Next-generation lung-cancer-on-a-chip: toward personalized therapy, AI, and CRISPR-driven models.

Journal: Drug discovery today
Published Date:

Abstract

Lung-cancer-on-a-chip (LCOC) technologies have advanced rapidly, yet most models evaluate mechanical strain, patient-derived tumors, multi-organ interactions, artificial intelligence (AI) analytics, and clustered regularly interspaced short palindromic repeats (CRISPR) editing in isolation. In this review, we uniquely integrate these emerging components into a unified framework centered on the breathing LCOC. We highlight how embedding patient-derived lung tumor fragments into cyclically stretched microenvironments, then linking them to downstream organ compartments, enables patient-specific mapping of metastatic routes under physiologically relevant mechanics. We further describe how continuous high-resolution imaging from these platforms can feed AI pipelines for automated drug-response prediction and metastatic trajectory simulation, and how on-chip CRISPR editing enables accurate investigation of metastatic drivers within dynamic, strain-modulated microenvironments. By synthesizing these technologies, we outline a next-generation, personalized multi-organ-on-chip architecture capable of predicting individual disease progression without direct patient risk. We also address practical barriers, including tumor fragility under strain, imaging domain shift, and gene-editing delivery challenges, and how to overcome such barriers.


What to do: Each record below needs to be copied out exactly as it stands.

Information given:
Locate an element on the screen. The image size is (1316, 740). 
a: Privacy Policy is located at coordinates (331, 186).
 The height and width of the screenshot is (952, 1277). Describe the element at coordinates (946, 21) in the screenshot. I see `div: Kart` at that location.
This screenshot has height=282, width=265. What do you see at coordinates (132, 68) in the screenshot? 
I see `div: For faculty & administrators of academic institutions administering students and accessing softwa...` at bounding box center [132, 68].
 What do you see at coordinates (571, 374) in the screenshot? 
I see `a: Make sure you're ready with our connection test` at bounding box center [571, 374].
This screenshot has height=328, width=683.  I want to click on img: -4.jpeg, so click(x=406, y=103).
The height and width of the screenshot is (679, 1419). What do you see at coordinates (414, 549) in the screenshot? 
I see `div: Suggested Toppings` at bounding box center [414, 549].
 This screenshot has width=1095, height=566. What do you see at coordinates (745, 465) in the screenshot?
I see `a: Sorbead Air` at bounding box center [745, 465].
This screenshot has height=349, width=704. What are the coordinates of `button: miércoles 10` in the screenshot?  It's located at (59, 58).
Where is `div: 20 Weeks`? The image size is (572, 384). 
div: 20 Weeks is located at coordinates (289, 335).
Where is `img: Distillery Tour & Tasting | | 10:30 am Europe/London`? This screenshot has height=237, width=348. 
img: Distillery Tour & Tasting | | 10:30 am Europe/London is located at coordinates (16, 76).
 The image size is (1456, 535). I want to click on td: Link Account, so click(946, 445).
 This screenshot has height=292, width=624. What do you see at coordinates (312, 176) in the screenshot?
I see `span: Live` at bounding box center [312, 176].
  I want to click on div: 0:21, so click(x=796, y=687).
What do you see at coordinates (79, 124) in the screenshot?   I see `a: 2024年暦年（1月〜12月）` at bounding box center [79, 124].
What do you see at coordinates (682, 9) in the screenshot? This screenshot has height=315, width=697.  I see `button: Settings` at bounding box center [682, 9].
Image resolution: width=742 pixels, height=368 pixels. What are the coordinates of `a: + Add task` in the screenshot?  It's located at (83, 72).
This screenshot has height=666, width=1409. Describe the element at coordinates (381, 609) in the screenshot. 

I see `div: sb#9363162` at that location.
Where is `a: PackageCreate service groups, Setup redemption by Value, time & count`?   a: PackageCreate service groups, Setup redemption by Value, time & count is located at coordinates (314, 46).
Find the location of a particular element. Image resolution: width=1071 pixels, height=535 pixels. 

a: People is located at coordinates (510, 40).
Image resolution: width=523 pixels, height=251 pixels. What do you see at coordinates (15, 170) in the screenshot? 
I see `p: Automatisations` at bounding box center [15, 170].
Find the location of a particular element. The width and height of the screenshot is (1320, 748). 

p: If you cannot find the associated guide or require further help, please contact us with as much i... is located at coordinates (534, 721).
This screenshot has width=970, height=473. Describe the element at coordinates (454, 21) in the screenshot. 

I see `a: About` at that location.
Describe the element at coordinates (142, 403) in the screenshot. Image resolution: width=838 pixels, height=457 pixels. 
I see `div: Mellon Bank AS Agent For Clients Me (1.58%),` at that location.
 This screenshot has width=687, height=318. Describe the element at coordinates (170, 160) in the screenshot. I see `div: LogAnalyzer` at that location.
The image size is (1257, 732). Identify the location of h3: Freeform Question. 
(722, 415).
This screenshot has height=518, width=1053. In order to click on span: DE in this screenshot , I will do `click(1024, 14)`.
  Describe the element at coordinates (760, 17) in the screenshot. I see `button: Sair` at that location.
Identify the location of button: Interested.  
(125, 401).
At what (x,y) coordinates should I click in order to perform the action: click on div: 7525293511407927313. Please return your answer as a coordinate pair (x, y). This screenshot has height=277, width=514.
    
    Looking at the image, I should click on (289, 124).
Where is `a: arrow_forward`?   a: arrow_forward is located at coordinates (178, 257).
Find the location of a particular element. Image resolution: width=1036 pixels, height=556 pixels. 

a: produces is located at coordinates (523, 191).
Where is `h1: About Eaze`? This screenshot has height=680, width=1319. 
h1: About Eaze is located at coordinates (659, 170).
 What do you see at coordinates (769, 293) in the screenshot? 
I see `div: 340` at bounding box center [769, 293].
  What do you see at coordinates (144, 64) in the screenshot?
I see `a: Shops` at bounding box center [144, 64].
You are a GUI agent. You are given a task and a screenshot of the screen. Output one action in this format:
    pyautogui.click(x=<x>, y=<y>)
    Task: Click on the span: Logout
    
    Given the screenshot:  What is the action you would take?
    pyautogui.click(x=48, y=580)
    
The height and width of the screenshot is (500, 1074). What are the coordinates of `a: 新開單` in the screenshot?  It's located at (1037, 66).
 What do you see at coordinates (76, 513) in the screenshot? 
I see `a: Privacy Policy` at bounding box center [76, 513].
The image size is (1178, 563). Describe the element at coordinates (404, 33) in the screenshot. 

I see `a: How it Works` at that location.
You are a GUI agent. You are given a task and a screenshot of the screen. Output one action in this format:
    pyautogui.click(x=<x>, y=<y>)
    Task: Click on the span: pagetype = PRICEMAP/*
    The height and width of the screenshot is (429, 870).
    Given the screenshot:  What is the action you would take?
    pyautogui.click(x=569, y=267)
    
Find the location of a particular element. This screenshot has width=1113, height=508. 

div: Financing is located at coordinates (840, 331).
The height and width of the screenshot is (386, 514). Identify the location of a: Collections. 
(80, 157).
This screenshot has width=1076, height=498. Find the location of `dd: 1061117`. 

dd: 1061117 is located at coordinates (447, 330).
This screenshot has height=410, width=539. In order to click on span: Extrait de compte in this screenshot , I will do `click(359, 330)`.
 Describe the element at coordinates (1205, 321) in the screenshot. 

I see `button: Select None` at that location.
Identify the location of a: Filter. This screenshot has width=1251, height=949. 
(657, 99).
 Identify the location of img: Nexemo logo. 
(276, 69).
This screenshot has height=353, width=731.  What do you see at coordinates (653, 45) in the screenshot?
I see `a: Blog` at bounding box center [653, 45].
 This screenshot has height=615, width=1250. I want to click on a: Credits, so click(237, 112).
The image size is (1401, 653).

Response to the exercise:
Locate an element on the screen. The image size is (1316, 740). 
a: Privacy Policy is located at coordinates (331, 186).
 The height and width of the screenshot is (952, 1277). Describe the element at coordinates (946, 21) in the screenshot. I see `div: Kart` at that location.
This screenshot has height=282, width=265. What do you see at coordinates (132, 68) in the screenshot? 
I see `div: For faculty & administrators of academic institutions administering students and accessing softwa...` at bounding box center [132, 68].
 What do you see at coordinates (571, 374) in the screenshot? 
I see `a: Make sure you're ready with our connection test` at bounding box center [571, 374].
This screenshot has height=328, width=683.  I want to click on img: -4.jpeg, so click(x=406, y=103).
The height and width of the screenshot is (679, 1419). What do you see at coordinates (414, 549) in the screenshot? 
I see `div: Suggested Toppings` at bounding box center [414, 549].
 This screenshot has width=1095, height=566. What do you see at coordinates (745, 465) in the screenshot?
I see `a: Sorbead Air` at bounding box center [745, 465].
This screenshot has height=349, width=704. What are the coordinates of `button: miércoles 10` in the screenshot?  It's located at (59, 58).
Where is `div: 20 Weeks`? The image size is (572, 384). 
div: 20 Weeks is located at coordinates (289, 335).
Where is `img: Distillery Tour & Tasting | | 10:30 am Europe/London`? This screenshot has height=237, width=348. 
img: Distillery Tour & Tasting | | 10:30 am Europe/London is located at coordinates (16, 76).
 The image size is (1456, 535). I want to click on td: Link Account, so click(946, 445).
 This screenshot has height=292, width=624. What do you see at coordinates (312, 176) in the screenshot?
I see `span: Live` at bounding box center [312, 176].
  I want to click on div: 0:21, so click(x=796, y=687).
What do you see at coordinates (79, 124) in the screenshot?   I see `a: 2024年暦年（1月〜12月）` at bounding box center [79, 124].
What do you see at coordinates (682, 9) in the screenshot? This screenshot has height=315, width=697.  I see `button: Settings` at bounding box center [682, 9].
Image resolution: width=742 pixels, height=368 pixels. What are the coordinates of `a: + Add task` in the screenshot?  It's located at (83, 72).
This screenshot has height=666, width=1409. Describe the element at coordinates (381, 609) in the screenshot. 

I see `div: sb#9363162` at that location.
Where is `a: PackageCreate service groups, Setup redemption by Value, time & count`?   a: PackageCreate service groups, Setup redemption by Value, time & count is located at coordinates (314, 46).
Find the location of a particular element. Image resolution: width=1071 pixels, height=535 pixels. 

a: People is located at coordinates (510, 40).
Image resolution: width=523 pixels, height=251 pixels. What do you see at coordinates (15, 170) in the screenshot? 
I see `p: Automatisations` at bounding box center [15, 170].
Find the location of a particular element. The width and height of the screenshot is (1320, 748). 

p: If you cannot find the associated guide or require further help, please contact us with as much i... is located at coordinates (534, 721).
This screenshot has width=970, height=473. Describe the element at coordinates (454, 21) in the screenshot. 

I see `a: About` at that location.
Describe the element at coordinates (142, 403) in the screenshot. Image resolution: width=838 pixels, height=457 pixels. 
I see `div: Mellon Bank AS Agent For Clients Me (1.58%),` at that location.
 This screenshot has width=687, height=318. Describe the element at coordinates (170, 160) in the screenshot. I see `div: LogAnalyzer` at that location.
The image size is (1257, 732). Identify the location of h3: Freeform Question. 
(722, 415).
This screenshot has height=518, width=1053. In order to click on span: DE in this screenshot , I will do `click(1024, 14)`.
  Describe the element at coordinates (760, 17) in the screenshot. I see `button: Sair` at that location.
Identify the location of button: Interested.  
(125, 401).
At what (x,y) coordinates should I click in order to perform the action: click on div: 7525293511407927313. Please return your answer as a coordinate pair (x, y). This screenshot has height=277, width=514.
    
    Looking at the image, I should click on (289, 124).
Where is `a: arrow_forward`?   a: arrow_forward is located at coordinates (178, 257).
Find the location of a particular element. Image resolution: width=1036 pixels, height=556 pixels. 

a: produces is located at coordinates (523, 191).
Where is `h1: About Eaze`? This screenshot has height=680, width=1319. 
h1: About Eaze is located at coordinates (659, 170).
 What do you see at coordinates (769, 293) in the screenshot? 
I see `div: 340` at bounding box center [769, 293].
  What do you see at coordinates (144, 64) in the screenshot?
I see `a: Shops` at bounding box center [144, 64].
You are a GUI agent. You are given a task and a screenshot of the screen. Output one action in this format:
    pyautogui.click(x=<x>, y=<y>)
    Task: Click on the span: Logout
    
    Given the screenshot:  What is the action you would take?
    pyautogui.click(x=48, y=580)
    
The height and width of the screenshot is (500, 1074). What are the coordinates of `a: 新開單` in the screenshot?  It's located at (1037, 66).
 What do you see at coordinates (76, 513) in the screenshot? 
I see `a: Privacy Policy` at bounding box center [76, 513].
The image size is (1178, 563). Describe the element at coordinates (404, 33) in the screenshot. 

I see `a: How it Works` at that location.
You are a GUI agent. You are given a task and a screenshot of the screen. Output one action in this format:
    pyautogui.click(x=<x>, y=<y>)
    Task: Click on the span: pagetype = PRICEMAP/*
    The height and width of the screenshot is (429, 870).
    Given the screenshot:  What is the action you would take?
    pyautogui.click(x=569, y=267)
    
Find the location of a particular element. This screenshot has width=1113, height=508. 

div: Financing is located at coordinates (840, 331).
The height and width of the screenshot is (386, 514). Identify the location of a: Collections. 
(80, 157).
This screenshot has width=1076, height=498. Find the location of `dd: 1061117`. 

dd: 1061117 is located at coordinates (447, 330).
This screenshot has height=410, width=539. In order to click on span: Extrait de compte in this screenshot , I will do `click(359, 330)`.
 Describe the element at coordinates (1205, 321) in the screenshot. 

I see `button: Select None` at that location.
Identify the location of a: Filter. This screenshot has width=1251, height=949. 
(657, 99).
 Identify the location of img: Nexemo logo. 
(276, 69).
This screenshot has height=353, width=731.  What do you see at coordinates (653, 45) in the screenshot?
I see `a: Blog` at bounding box center [653, 45].
 This screenshot has height=615, width=1250. I want to click on a: Credits, so click(237, 112).
The image size is (1401, 653).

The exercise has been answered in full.